Data & privacy

How Lexware handles your data.

Lexware is built for privileged work. The short version: your matters live on your Mac, there is no Lexware server, and the only ways any matter content can reach a cloud are things you switch on yourself. Here is the long version, in plain language.

The one-liner: your matters never leave this machine unless you turn on a cloud feature, per matter — and even then, only the text you direct to it, only while it's on.

There is no Lexware server

Lexware is a desktop application, not a web service. There is no account to create, no sign-in, no cloud backend that holds your data. Everything a matter is made of — the documents, the text extracted from them, the chronology, the pleadings analysis, your excerpts and notes — lives in a local database on your own Mac, under your user account.

We don't collect telemetry. We don't run analytics. The application doesn't phone home to tell us what you opened or how you used it. We have no way to see your matters, because they are never sent to us.

Your originals are never altered

When you point Lexware at a brief folder, it indexes the files in place and read-only — it never moves, renames or rewrites your source documents. Importing an eBrief ZIP or a compiled court book unpacks a working copy into Lexware's own folder (or a destination you choose); your delivered brief is left exactly as it arrived.

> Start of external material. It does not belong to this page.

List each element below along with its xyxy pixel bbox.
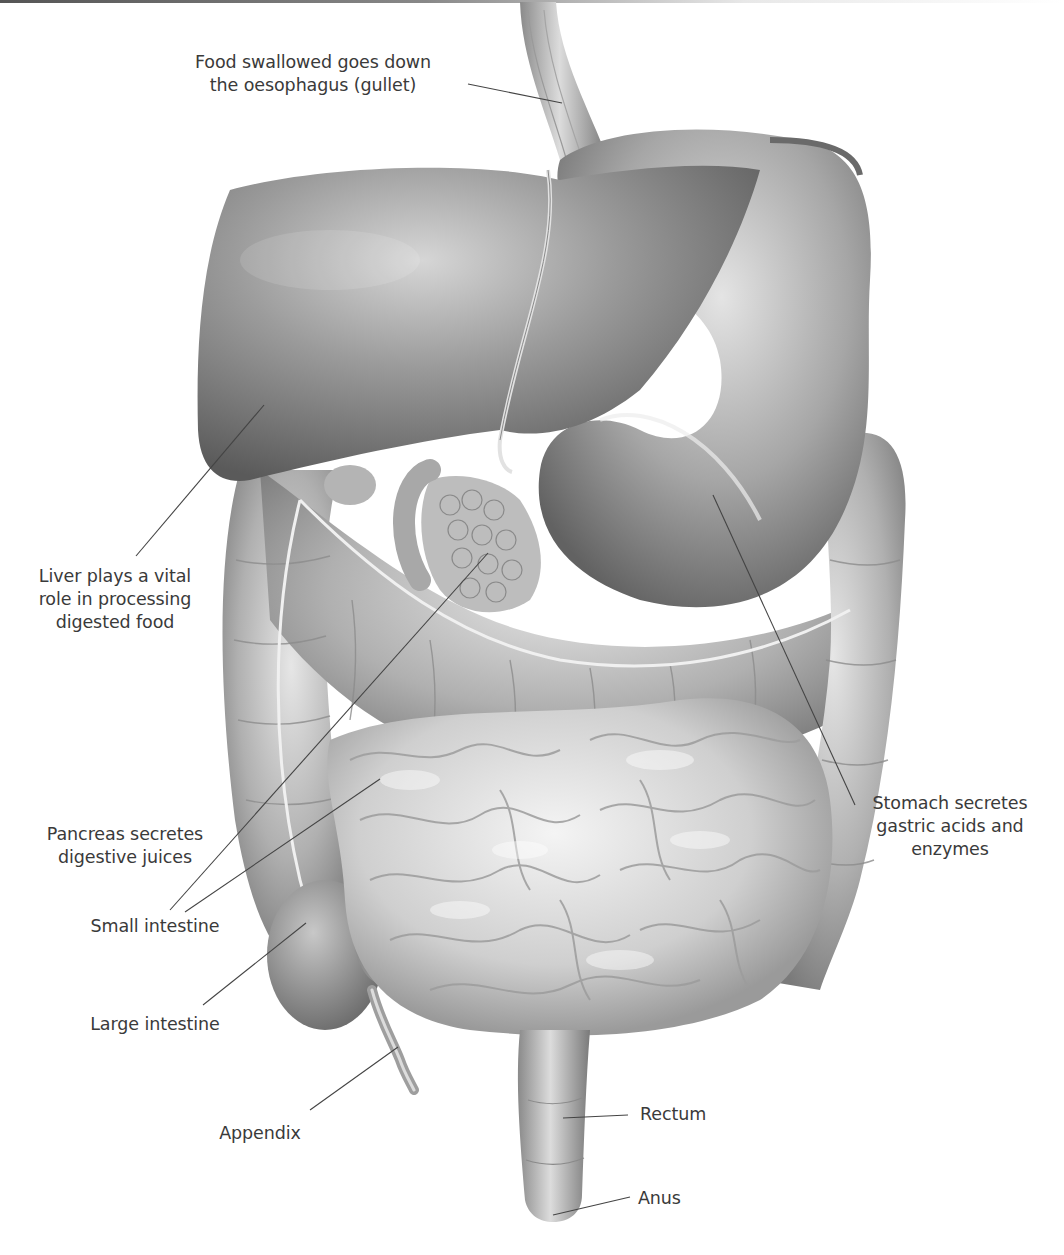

The two cloud features — and they're both off by default

Lexware can do everything in its core loop without sending a single byte of a matter anywhere. There are exactly two optional features that can transmit matter content to a third party, each separate, each opt-in:

1. Cloud AI for extraction & review (Vertex / Gemini)

By default, Lexware extracts dates using a model that runs entirely on your Mac — nothing is sent anywhere. You can instead choose Google's Vertex AI as the provider in Settings. That is a deliberate, gated choice (it needs a one-time passphrase to unlock).

Be aware this is a global provider choice, not a per-matter consent: while Vertex is the selected provider, running date-extraction on any matter sends that document's text to Google. The AI assistant on the Review screen offers the same Vertex option in its own provider control — choosing it there likewise sends the candidate text being reviewed to Google. Switch back to the local engine (in both places) to keep everything on your machine. For privileged work, leave it local unless you specifically intend that text to go to Google.

2. The Claude assistant

The optional drafting assistant is a separate, per-matter integration. It is off for every matter until you explicitly enable it for the matter you want it on. While it's off, no new assistant work can start; the feature only prepares local files.

Consent is re-checked between chunks of work, so turning it off stops the next step rather than killing a request already in flight — cancel an active job if you need transmission to stop immediately. Every prompt sent is stored verbatim on the matter as your own audit record.

Both cloud features are independent and both are off until you turn them on. The default state of Lexware sends nothing, anywhere.

Nothing enters your chronology without you

This isn't a privacy point so much as a control one, but it's the same philosophy. Lexware never writes events to your chronology on its own. It proposes candidate dates; you review and confirm. (There are two deliberate, per-matter, opt-in exceptions for confident dates, and every one is recorded in an audit log — but the default is that you decide what is true about your matter.)

Logs never contain document content

Lexware keeps a small local diagnostic log to help when something breaks. It records paths and event names only — never the content of your documents. Those paths can include file and folder names (which might carry a matter or party name), so if you ever send a log with a problem report, you can glance over it and redact first. Problem reports are never sent automatically: the in-app report opens a pre-filled email containing only the app version and your macOS version, which you send yourself.

Where your data lives

Your matters live in a single folder on your Mac:

~/Library/Application Support/Lexware/

To back up a matter, quit Lexware and copy that folder somewhere safe (Time Machine already covers it if you use it). Because it's just files on your disk, you remain in complete control of where your matter data is, who can reach it, and how it's retained or destroyed — exactly as you would with any other file on your machine.